There’s always an aviation angle.
For most folks, Taylor Swift is either a pop star of marginal interest, or a cultural icon, or simply a musician and songwriter to appreciate. The fact she flies often on a Dassault Falcon either means little, or perhaps paints her with an elitist brush.
To aviators, the Easter egg in her latest album, “The Life of a Showgirl,” is that the recording couldn’t exist without her ability to leverage private aviation.
In a clip posted early on the morning of October 3 with the album’s release, Swift recalled saying to her producers, in the midst of the European portion of The Eras Tour: “Do you guys want to do this? I’ll come to you; I’ll make this easy.”
The Swedish producers Max Martin and Shellrock were just a quick leg at FL3X0 away… the pair had collaborated with Swift on three of her previous albums, the glittering and jeweled halls of Red (2012), 1989 (2014), and Reputation (2017).
“It fueled me for the European leg of the tour… getting done with a show, hopping on a plane, and going and writing new songs,” said Swift in the clip.
As an entrepreneur, Swift is an excellent case study, because though her business application (global superstar musician) may not be available to most of us, the lessons she has learned and demonstrated can teach us a lot, especially those of us who work in creative fields.
One that strikes me—a goal that she has successfully obtained earlier this year—is to own your work. I will give you one good reason to listen to her appearance on the New Heights podcast (hosted by her soon to be brother-in-law Jason Kelce and future hubs Travis Kelce) in which she revealed #TS12, her twelfth album—she discusses in detail (starting at 25:15 so you can go right to it) her acquisition of her masters from her first six albums, which she purchased in May. Somewhere before the “folklore” and “evermore” albums of the Covid era, I posit that she fully grasped the raw deal she’d been handed via the recording contract she signed at a tender age.
I didn’t realize (naively) how little most musical artists “own” of their creative product. But I suppose it’s like my having been employed by various aviation publications throughout my life. Little of what you’ve read of my work has actually been produced under my sole ownership.
(Except this is. And it feels awesome. Every time.)
Swift vowed to make it right, and invest in herself and her brand, so buy those masters back she did, from Shamrock Capital, to the tune of $360 million. All of those Eras Tour tickets funded the investment. Now she owns not only the master recordings, but the associated album art with them, among other assets. Bravo!
As for her carbon footprint in the sky, like many responsible corporate and private aviation operators, Swift reports that she purchases “double” what her impact would be, through offsets.
Keeping flying, Tay!



Re ownership of work: exceedingly few artists own their own work.
It’s like asking if a space shuttle pilot owned a piece of the space shuttle just because they were the chief pilot for close to a decade and invented various maneuvers and wrote the standard operating procedures and manuals for that spacecraft. Nope still not theirs.
We all work for someone.
Interesting take, but I must say many artists (my mom included) own their work. And as a pilot I can say that flying an airplane (or the space shuttle) is not the same as the creative output of aristic expression.
More abstractly, I’d agree we all work for some-thing… not necessarily some-one.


Aim of the exercise = Apart from the pictures, every line below needs to be reproduced verbatim.

Source records =
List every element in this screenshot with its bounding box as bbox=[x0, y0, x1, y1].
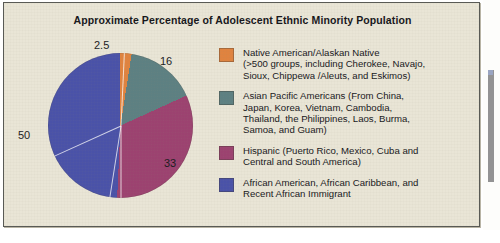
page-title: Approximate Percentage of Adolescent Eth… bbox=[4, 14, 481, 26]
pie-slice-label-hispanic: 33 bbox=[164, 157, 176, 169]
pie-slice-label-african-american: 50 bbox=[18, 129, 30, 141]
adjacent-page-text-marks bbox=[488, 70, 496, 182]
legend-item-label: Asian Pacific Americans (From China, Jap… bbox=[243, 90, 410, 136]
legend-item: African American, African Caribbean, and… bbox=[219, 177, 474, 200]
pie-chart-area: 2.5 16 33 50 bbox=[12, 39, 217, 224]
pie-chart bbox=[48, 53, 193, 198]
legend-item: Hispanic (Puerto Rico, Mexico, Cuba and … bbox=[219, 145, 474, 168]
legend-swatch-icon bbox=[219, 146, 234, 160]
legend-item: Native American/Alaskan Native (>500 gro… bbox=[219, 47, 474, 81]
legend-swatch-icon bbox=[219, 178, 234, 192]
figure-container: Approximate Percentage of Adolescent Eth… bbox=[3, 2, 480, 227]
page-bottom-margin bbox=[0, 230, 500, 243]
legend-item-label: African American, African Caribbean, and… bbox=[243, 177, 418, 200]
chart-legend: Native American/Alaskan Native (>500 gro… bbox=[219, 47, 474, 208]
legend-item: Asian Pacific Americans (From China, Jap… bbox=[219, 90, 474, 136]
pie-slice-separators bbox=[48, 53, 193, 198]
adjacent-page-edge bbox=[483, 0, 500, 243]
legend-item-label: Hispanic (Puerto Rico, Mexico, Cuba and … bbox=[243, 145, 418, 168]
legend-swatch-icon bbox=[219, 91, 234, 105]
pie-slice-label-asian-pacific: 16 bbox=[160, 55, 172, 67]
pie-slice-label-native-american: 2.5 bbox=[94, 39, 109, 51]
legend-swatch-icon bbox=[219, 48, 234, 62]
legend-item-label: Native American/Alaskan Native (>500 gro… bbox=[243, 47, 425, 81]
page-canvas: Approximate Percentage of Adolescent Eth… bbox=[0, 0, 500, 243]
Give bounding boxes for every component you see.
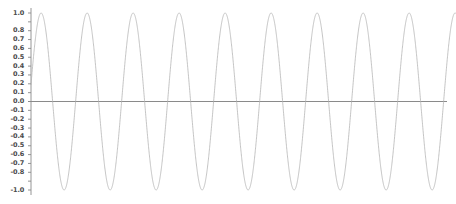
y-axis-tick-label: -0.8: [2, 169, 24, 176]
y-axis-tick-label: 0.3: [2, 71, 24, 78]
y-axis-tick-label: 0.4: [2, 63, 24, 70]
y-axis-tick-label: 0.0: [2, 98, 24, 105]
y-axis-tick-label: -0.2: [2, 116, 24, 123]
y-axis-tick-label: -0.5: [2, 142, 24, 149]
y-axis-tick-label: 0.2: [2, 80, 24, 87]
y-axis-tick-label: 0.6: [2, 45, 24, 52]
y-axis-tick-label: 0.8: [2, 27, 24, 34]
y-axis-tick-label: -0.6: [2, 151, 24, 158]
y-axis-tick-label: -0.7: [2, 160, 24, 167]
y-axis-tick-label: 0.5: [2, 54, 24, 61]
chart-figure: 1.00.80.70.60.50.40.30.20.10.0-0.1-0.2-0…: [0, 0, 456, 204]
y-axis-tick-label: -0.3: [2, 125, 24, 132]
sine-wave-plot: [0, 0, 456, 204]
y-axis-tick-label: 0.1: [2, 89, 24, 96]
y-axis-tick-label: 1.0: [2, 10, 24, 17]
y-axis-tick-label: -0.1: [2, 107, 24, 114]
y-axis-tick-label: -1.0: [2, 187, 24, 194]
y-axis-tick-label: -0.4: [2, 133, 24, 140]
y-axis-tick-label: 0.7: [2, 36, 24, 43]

Response to this task =
List every element in this screenshot with its bounding box as bbox=[x0, y0, x1, y1].
page-title: Approximate Percentage of Adolescent Eth… bbox=[4, 14, 481, 26]
pie-slice-label-hispanic: 33 bbox=[164, 157, 176, 169]
pie-slice-label-african-american: 50 bbox=[18, 129, 30, 141]
adjacent-page-text-marks bbox=[488, 70, 496, 182]
legend-item-label: Asian Pacific Americans (From China, Jap… bbox=[243, 90, 410, 136]
legend-item: African American, African Caribbean, and… bbox=[219, 177, 474, 200]
pie-chart-area: 2.5 16 33 50 bbox=[12, 39, 217, 224]
pie-chart bbox=[48, 53, 193, 198]
legend-item: Hispanic (Puerto Rico, Mexico, Cuba and … bbox=[219, 145, 474, 168]
legend-swatch-icon bbox=[219, 146, 234, 160]
legend-item: Native American/Alaskan Native (>500 gro… bbox=[219, 47, 474, 81]
legend-swatch-icon bbox=[219, 178, 234, 192]
figure-container: Approximate Percentage of Adolescent Eth… bbox=[3, 2, 480, 227]
page-bottom-margin bbox=[0, 230, 500, 243]
legend-item-label: African American, African Caribbean, and… bbox=[243, 177, 418, 200]
chart-legend: Native American/Alaskan Native (>500 gro… bbox=[219, 47, 474, 208]
legend-item: Asian Pacific Americans (From China, Jap… bbox=[219, 90, 474, 136]
pie-slice-separators bbox=[48, 53, 193, 198]
adjacent-page-edge bbox=[483, 0, 500, 243]
legend-item-label: Hispanic (Puerto Rico, Mexico, Cuba and … bbox=[243, 145, 418, 168]
legend-swatch-icon bbox=[219, 91, 234, 105]
pie-slice-label-asian-pacific: 16 bbox=[160, 55, 172, 67]
pie-slice-label-native-american: 2.5 bbox=[94, 39, 109, 51]
legend-swatch-icon bbox=[219, 48, 234, 62]
legend-item-label: Native American/Alaskan Native (>500 gro… bbox=[243, 47, 425, 81]
page-canvas: Approximate Percentage of Adolescent Eth… bbox=[0, 0, 500, 243]
Give bounding boxes for every component you see.
y-axis-tick-label: -0.8: [2, 169, 24, 176]
y-axis-tick-label: 0.3: [2, 71, 24, 78]
y-axis-tick-label: 0.4: [2, 63, 24, 70]
y-axis-tick-label: 0.0: [2, 98, 24, 105]
y-axis-tick-label: -0.2: [2, 116, 24, 123]
y-axis-tick-label: -0.5: [2, 142, 24, 149]
y-axis-tick-label: 0.2: [2, 80, 24, 87]
y-axis-tick-label: 0.6: [2, 45, 24, 52]
y-axis-tick-label: 0.8: [2, 27, 24, 34]
y-axis-tick-label: -0.6: [2, 151, 24, 158]
y-axis-tick-label: -0.7: [2, 160, 24, 167]
y-axis-tick-label: 0.5: [2, 54, 24, 61]
chart-figure: 1.00.80.70.60.50.40.30.20.10.0-0.1-0.2-0…: [0, 0, 456, 204]
y-axis-tick-label: -0.3: [2, 125, 24, 132]
sine-wave-plot: [0, 0, 456, 204]
y-axis-tick-label: 0.1: [2, 89, 24, 96]
y-axis-tick-label: 1.0: [2, 10, 24, 17]
y-axis-tick-label: -0.1: [2, 107, 24, 114]
y-axis-tick-label: -1.0: [2, 187, 24, 194]
y-axis-tick-label: -0.4: [2, 133, 24, 140]
y-axis-tick-label: 0.7: [2, 36, 24, 43]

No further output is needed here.